ยป Rock-Paper-Sex
Alex has mentioned a few times how rock-paper-scissors mechanics1 are key in game design. In a case of life following art, it turns out that side-blotched lizards follow a RPS evolutionary strategy in their mating:
- Orange-throated males
- Practice serial monogamy; Beat up blue-throated males to take their females; Don’t notice yellow-throated “best friends”
- Blue-throated males
- Practice long-term monogamy; Can’t beat blue-throated males in a fight but do notice inappropriate attention from yellow-throated males
- Yellow-throated males
- Coloration and size mimics females so they can mate with the partners of orange-throated males while they’re busy fighting
The genes which determine what kind of mating strategy a lizard will play shift in dominance over time.2
It strikes me that this evolutionary strategy got noticed (and not till 2001) because the lizards conveniently colour themselves according to which strategy they’re born to play. There could be many more cases of this in biology that are more subtle. How much human behaviour has an RPS mechanism?
1 More formally: a win relation with a functional graph forming an intransitive cycle
2 More formally: an unstable, mixed-strategy Nash equilibrium



Does serial monogamy mean they only practice monogamy for short periods of time than switch partners and the long term monogamy lizard stays with the same lizard forever?
karen
23 Mar 09 at 6:10 pm
Yes.
Jared
23 Mar 09 at 6:52 pm
Some sort of RPS behaviour is fairly common: in fish the yellow-throated-male behaviour is practiced by “jacks” and “sneaker males”, in evolutionary biology they’ve found it among sex ratios (complete with mitochondrial male-killer genes that try to tip it), and many species (possibly including humans) influence the sex of their offspring based on which one will give them a leg up in the current circumstances.
Unless I’m not understanding what you mean by RPS. If you mean there has to be three balanced strategies, then yeah, that’s unusual.
Kyla
23 Mar 09 at 10:34 pm
Yeah, I’m interested particularly in evolutionary strategies where strategy A beats strategy B beats strategy C beats strategy A. When there’s only two strategies, they will eventually fall into an equilibrium, but three (or more) strategies should be unstable forever.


TASK GOAL: The word "screenshot" may appear in some lines of the data; copy every such line.

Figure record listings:
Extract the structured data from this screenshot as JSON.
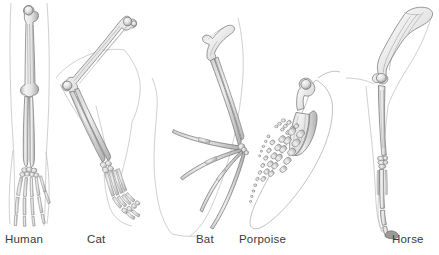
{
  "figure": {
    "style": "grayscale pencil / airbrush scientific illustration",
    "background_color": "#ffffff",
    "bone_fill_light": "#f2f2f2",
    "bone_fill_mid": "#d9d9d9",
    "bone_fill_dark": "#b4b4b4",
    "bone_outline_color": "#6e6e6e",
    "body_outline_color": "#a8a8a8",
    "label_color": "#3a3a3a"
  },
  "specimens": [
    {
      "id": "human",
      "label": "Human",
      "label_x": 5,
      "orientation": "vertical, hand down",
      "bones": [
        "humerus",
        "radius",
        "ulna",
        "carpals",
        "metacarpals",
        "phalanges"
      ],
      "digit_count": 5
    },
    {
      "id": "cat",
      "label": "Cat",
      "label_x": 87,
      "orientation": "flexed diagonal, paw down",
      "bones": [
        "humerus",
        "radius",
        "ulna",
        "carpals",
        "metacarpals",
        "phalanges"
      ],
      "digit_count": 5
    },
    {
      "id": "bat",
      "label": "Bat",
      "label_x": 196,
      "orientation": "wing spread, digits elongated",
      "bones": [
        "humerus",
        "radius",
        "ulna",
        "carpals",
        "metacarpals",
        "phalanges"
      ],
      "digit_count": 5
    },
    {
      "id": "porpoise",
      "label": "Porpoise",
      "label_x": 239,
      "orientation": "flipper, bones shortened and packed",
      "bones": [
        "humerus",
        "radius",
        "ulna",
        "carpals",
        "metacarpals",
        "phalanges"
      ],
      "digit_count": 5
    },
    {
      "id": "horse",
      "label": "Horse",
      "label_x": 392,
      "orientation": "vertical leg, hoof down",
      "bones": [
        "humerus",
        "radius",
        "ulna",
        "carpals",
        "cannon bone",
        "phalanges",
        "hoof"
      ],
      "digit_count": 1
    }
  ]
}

--

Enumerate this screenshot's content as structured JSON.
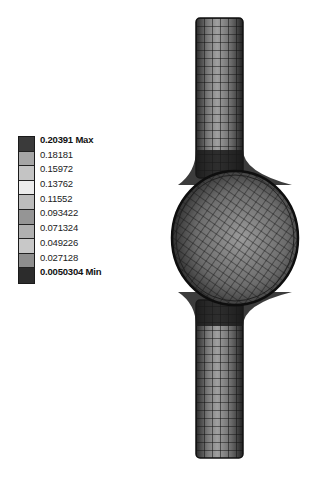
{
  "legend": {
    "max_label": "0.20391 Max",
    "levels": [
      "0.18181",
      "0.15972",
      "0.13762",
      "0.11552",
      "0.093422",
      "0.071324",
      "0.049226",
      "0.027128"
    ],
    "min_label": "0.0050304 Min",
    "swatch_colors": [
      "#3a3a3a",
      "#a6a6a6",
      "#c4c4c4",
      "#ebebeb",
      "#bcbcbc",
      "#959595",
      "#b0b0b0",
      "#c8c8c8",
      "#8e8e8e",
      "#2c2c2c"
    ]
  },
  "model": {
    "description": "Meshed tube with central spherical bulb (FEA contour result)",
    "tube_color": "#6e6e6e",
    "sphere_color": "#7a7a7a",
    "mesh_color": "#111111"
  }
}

RESPONSE:
Extract the structured data from this screenshot as JSON.
Enumerate this screenshot's content as structured JSON.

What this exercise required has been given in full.